What the hypocrisy of Britain’s "anti-terror" policies reveals about the west’s political and legal system
Thursday 12th June 2008
Room 1
Friends House
Euston Road
London
In the week when MPs vote on the government’s latest anti-terror bill, Hizb ut-Tahrir Britain will address a London seminar and open a discussion on some of these proposed ‘anti-terror’ policies, including the controversial proposal for 42-days pre-charge detention.
Politicians have been playing political games in trying to force through the bill. The Parliamentary process and criminal justice system has been shown as a farce. Prime Minister Gordon Brown has used the fear of a humiliating defeat to garner support from within his own party. At the same time the Conservative party also plays politics with issues of ‘terrorism’ and ‘extremism’ in a hypocritical manner, calling for the banning of Islamic political organisations whilst claiming to believe in ‘liberty’! Each party tries to look tougher than the other, cynically stoking public fears. Government ‘for the people’ has so easily descended into simply ‘playing to the mob’.

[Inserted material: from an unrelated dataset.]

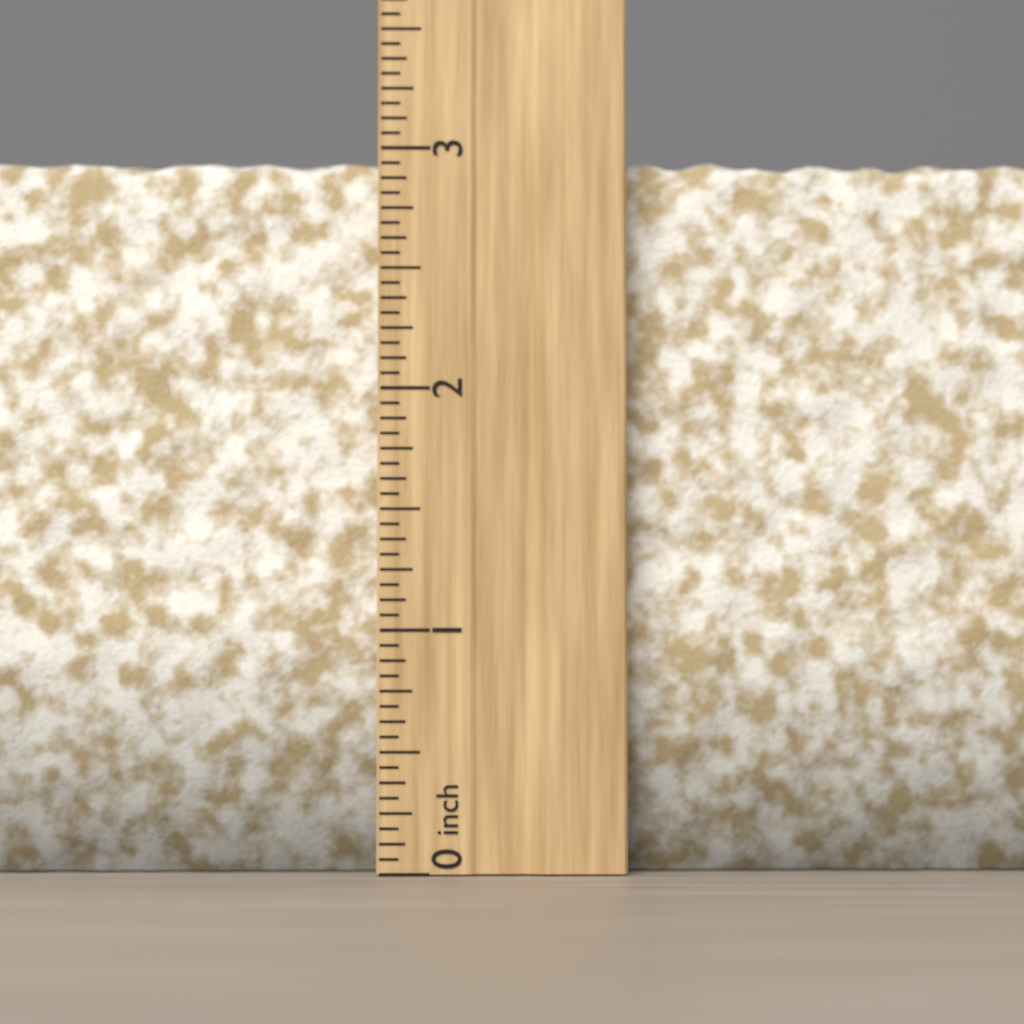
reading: 3.0000 inch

This political posturing, together with the policies employed in the ‘war on terror’ across the western world, highlights how fragile their political and legal system really is. The seminar will also try to illustrate how these same policies are employed by western governments in their attempt to obstruct the return of Islam’s political and legal system in the Muslim world, an attempt that only further discredits secular democratic systems and strengthens the support for an Islamic alternative across the Muslim world.